Hill neighbors had a message for consultants studying how to build atop parking lots and stitch their neighborhood and downtown back together: Don’t price us out of our home.
That message was delivered Monday night at Hill Central School on Dewitt Avenue in the Hill. Some 75 people gathered there to for a meeting on “Hill-to-Downtown” development.
It was one of a series of meetings being organized by the city and the Economic Development Corporation to help plan the future of an area that includes the medical district south of Rt. 34, the train station, Church Street South housing complex, a number of residential blocks, and lots of surface parking lots. (Click here for a previous story about that.)
Monday’s meeting featured a presentation by Goody Clancy, a consulting agency studying the area. Afterward, as neighbors raised concerns, a theme emerged: We want a range of housing options in the area, not just high-end condos and token Section 8 housing.
Goody Clancy’s Reese Fayde said she heard the call for “worker housing” loud and clear, and said she would make sure that features into plans moving forward.
Barbara Montalvo (at right in photo), who lives in the Hill with her mother, Alderwoman Dolores Colon (at left in photo), said it looks like the consultants are looking to build high-end housing. “I want middle of the road,” Montalvo told Fayde. She said she’s looking for housing for people like her, college graduates who aren’t wealthy or poor — places that would be “reasonable” to rent or buy.
Luz Colville spoke up with a concern about people getting “priced out” of the Hill: “Where are they going to go?”
Evelyn Rodriguez also worried aloud about what might happen if the rents rise to downtown New Haven levels. “I see my neighborhood gone under these circumstances,” she said.
Fayde (pictured) sought to reassure people that the plans for the area have not yet been written. She said that’s why the meetings are being held — so that neighbors can help shape the plans. It’s a “sausage making” process, she said.
The key will be finding a plan that lies at the intersection of neighborhood desires and the needs of the market, Fayde said. Developers will need reassurance of a return on their investments, she said. “Somebody’s going to have to write the checks. Let’s understand how they think.”
As the meeting wrapped up, Fayde spoke with Montalvo and Alderwoman Colon. Colon said she’d like to see the Hill develop as the Ninth Square has, and not like 360 State, which she said is not built for families but only for “high-end” tenants. (The tower includes some public-housing apartments.)
Asked if she was reassured by Fayde’s promise to consider “worker housing” as the plans move forward, Montalvo said, “Yes and no. A lot of it is all talk unless I see it.”

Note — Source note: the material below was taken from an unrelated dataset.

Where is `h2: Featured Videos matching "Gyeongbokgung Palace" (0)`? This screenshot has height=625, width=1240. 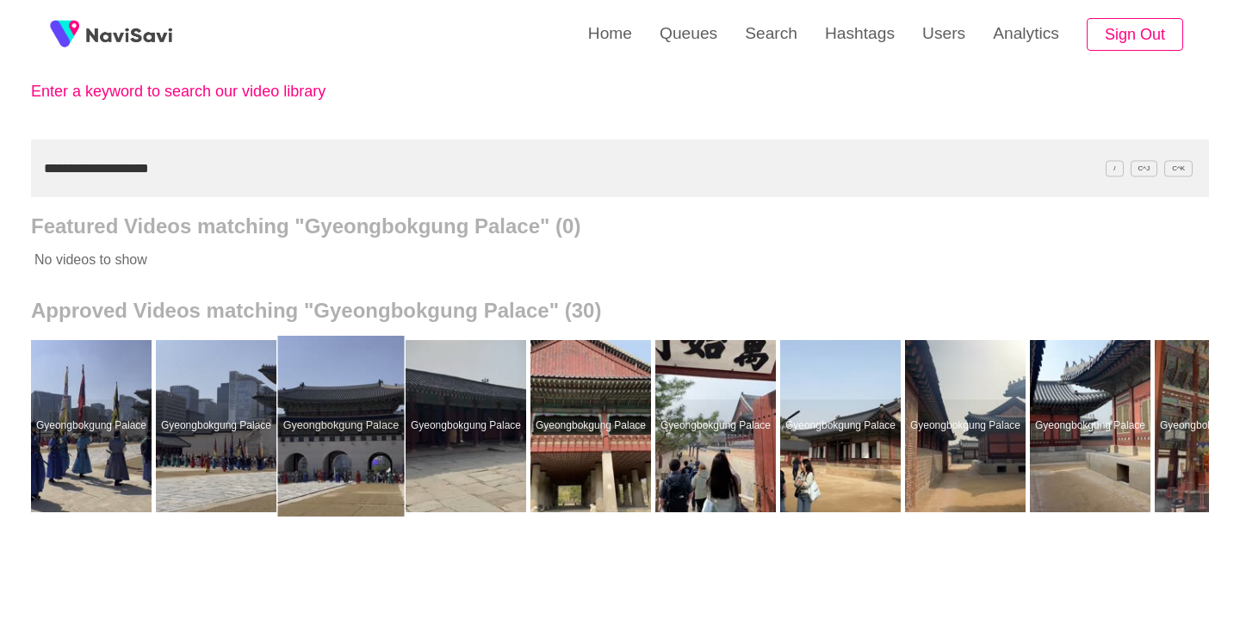 h2: Featured Videos matching "Gyeongbokgung Palace" (0) is located at coordinates (620, 226).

“I’ll settle for an apartment that doesn’t cost me an arm and a leg and half of my liver,” she said. “Maybe just a kidney.”
Unlocking The Donut Hole
Goody Clancy representatives presented an overview of the area’s salient attributes: An “extraordinarily high” 15,700 jobs, 790 housing units including 429 senior housing units, and a whopping 6,500 parking spaces.
Nearly half the land in the study area is surface parking lots, said Goody Clancy’s David Spillane. “It’s hard to get a strong sense of place with so many parking lots.”
The area is now a “donut hole” because of all the parking lots, said Goody Clancy’s Sarah Woodworth (pictured). Planners hope to fill in a lot of lots with new buildings.
“Our job here is place-making to create an environment that can support” retail and other uses,” she said. To “unlock” building opportunity will require structured parking (i.e. garages and underground lots).
Instead of thinking only about how to rearrange surface lot parking into parking garages, “we need to think about transit,” said Anstress Farwell, head of the New Haven Urban Design League. Having lots of parking encourages people to come in and leave without really engaging with the neighborhood, she said.
Church Street South Panned
As people came in to Monday’s meeting, they were given two red and two yellow stickers to place on two maps of the area under study. The red dots went on one map, to indicate places that need improvement. The yellow dots went on another, indicating places that are assets. (See photo at the top of the story.)
At the end of the evening, the Church Street South housing complex was almost completely obscured by red dots, Trowbridge Square was filled with yellow dots.
“It’s so enclosed. It’s almost like a jail,” Leslie Radcliffe (pictured) said after putting a red sticker on Church Street South.
“Level it and build new homes,” she later told the consultants. “Not cinderblock city.”